The Three Red Flags That Signal Low-Quality Colostrum

Quality colostrum starts with three non-negotiable things: where it comes from, how it's processed, and how honestly the brand reports its key ingredient.

First: sourcing opacity. If a brand won't tell you where their cows live, what they eat, or how they're treated, that's your first warning sign. Low-quality colostrum often comes from industrial dairy operations where cows spend months indoors, eat grain-heavy diets, or are routinely treated with antibiotics or synthetic hormones. These practices affect colostrum quality. You want cows that roam freely outdoors, eat primarily fresh grass, and aren't pumped full of artificial inputs. If the label doesn't tell you this story clearly, ask yourself why.

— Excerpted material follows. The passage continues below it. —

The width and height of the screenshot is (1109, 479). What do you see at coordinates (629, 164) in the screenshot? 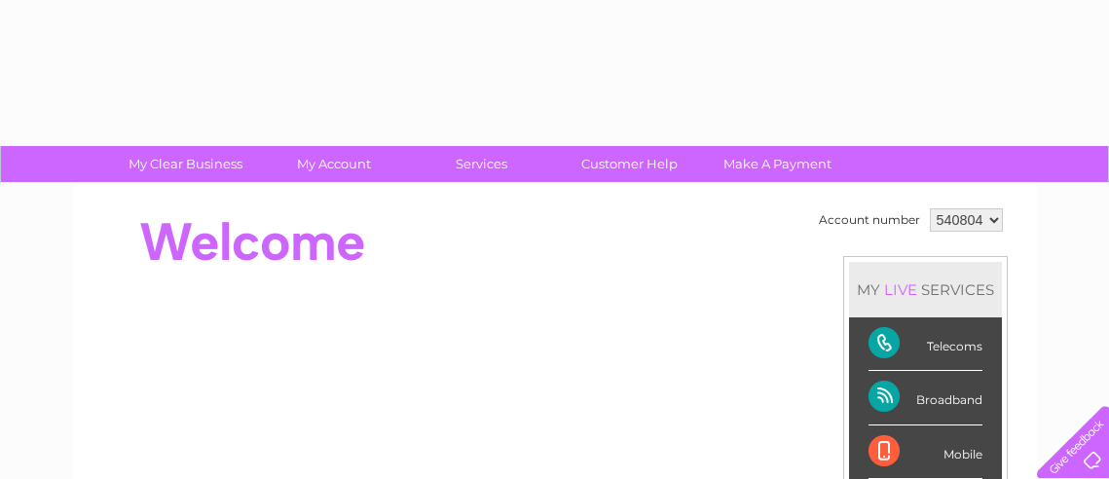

Second: vague processing claims. Heat damages colostrum's delicate immune proteins. Some brands use harsh, high-temperature spray-drying (above 70°C) because it's cheaper and faster. They'll bury this in fine print or not mention it at all. Good colostrum is processed gently and quickly—within 48 hours of collection, using low-temperature methods that preserve bioactive properties. If the brand can't or won't specify their process, that's a red flag.

Third: inflated IgG numbers. This one matters most. IgG is the star player in colostrum—it's the key immune antibody that does the heavy lifting. Some brands report suspiciously high IgG levels because they use testing methods that count damaged protein fragments alongside intact, functional antibodies. It's technically not a lie, but it's not honest either. You end up paying for protein that can't actually do its job.

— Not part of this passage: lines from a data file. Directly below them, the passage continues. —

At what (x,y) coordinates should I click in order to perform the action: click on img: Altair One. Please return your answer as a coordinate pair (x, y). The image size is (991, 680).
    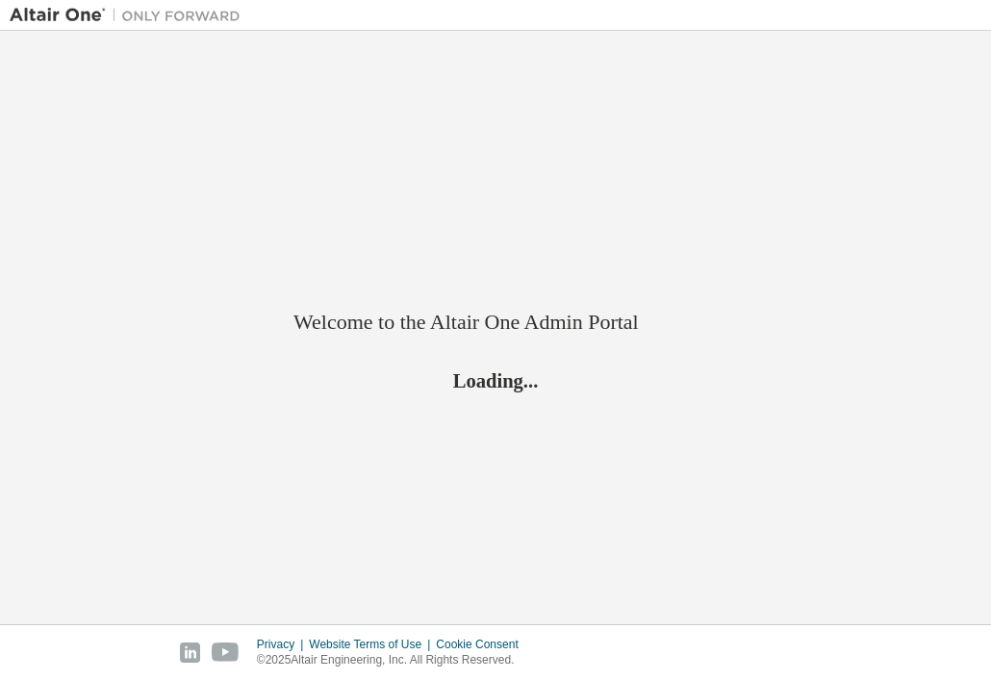
    Looking at the image, I should click on (130, 15).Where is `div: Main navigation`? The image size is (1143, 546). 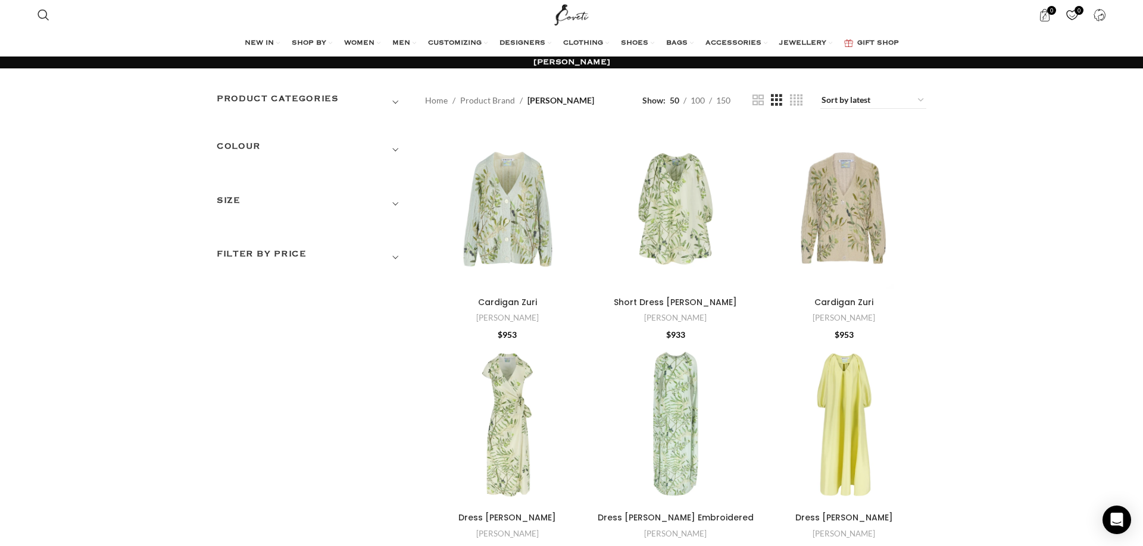
div: Main navigation is located at coordinates (571, 43).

Understanding IgG Testing and Why It Matters

Let's dig into the science here, because this is where low-quality products often hide.

IgG (immunoglobulin G, a type of antibody protein your immune system uses) is measured using something called turbidity testing. When light passes through a colostrum sample, the amount of cloudiness indicates protein concentration. Simple enough. But here's the problem: harsh processing breaks these proteins into fragments. Standard turbidity testing counts both intact, functional antibodies and broken fragments as equal. That inflates the reported IgG number.

Better brands use turbidity-corrected testing, which accounts for damaged proteins and reports only the bioactive IgG that actually works. The result? A lower number that's actually honest. It might seem counterintuitive—wouldn't you want more IgG?—but a lower accurate number beats a higher inflated one every single time. You're paying for results, not vanity metrics.

Research suggests that bioactive IgG has been shown to support immune function and support healthy gut bacteria balance. Damaged protein fragments? They don't offer the same benefit.

How kāre Does It Differently

We're transparent about our sourcing because we're proud of it. Our colostrum comes from grass-fed, pasture-raised cows on New Zealand's South Island, below the Southern Alps. These animals roam freely outdoors 365 days a year, eating 95%+ fresh grass. No routine vaccinations. No artificial stress. No routine hormone injections.

Our processing respects the product. We spray-dry at 37–60°C—gentle enough to preserve those bioactive proteins—and we do it within 48 hours of collection, before the good stuff degrades. We're FSSC 22000 and ISO 17025 certified, which means our facility and testing are independently verified.

Most importantly: we use turbidity-corrected IgG testing. Our reported IgG numbers are real. Lower than some competitors? Sometimes. But they represent actual, functional immune antibodies you can trust. Learn more about IgG and why accuracy matters.

We also treat our source ethically. Every calf receives their first 4 litres of colostrum before we collect any. That's not a nice-to-have—that's the baseline for doing this right.

Spotting low-quality colostrum comes down to asking hard questions: Where do the cows live? How is it processed? How is IgG actually tested? When a brand answers those questions clearly and honestly, you know they're worth your money. Try kāre and feel the difference transparency makes.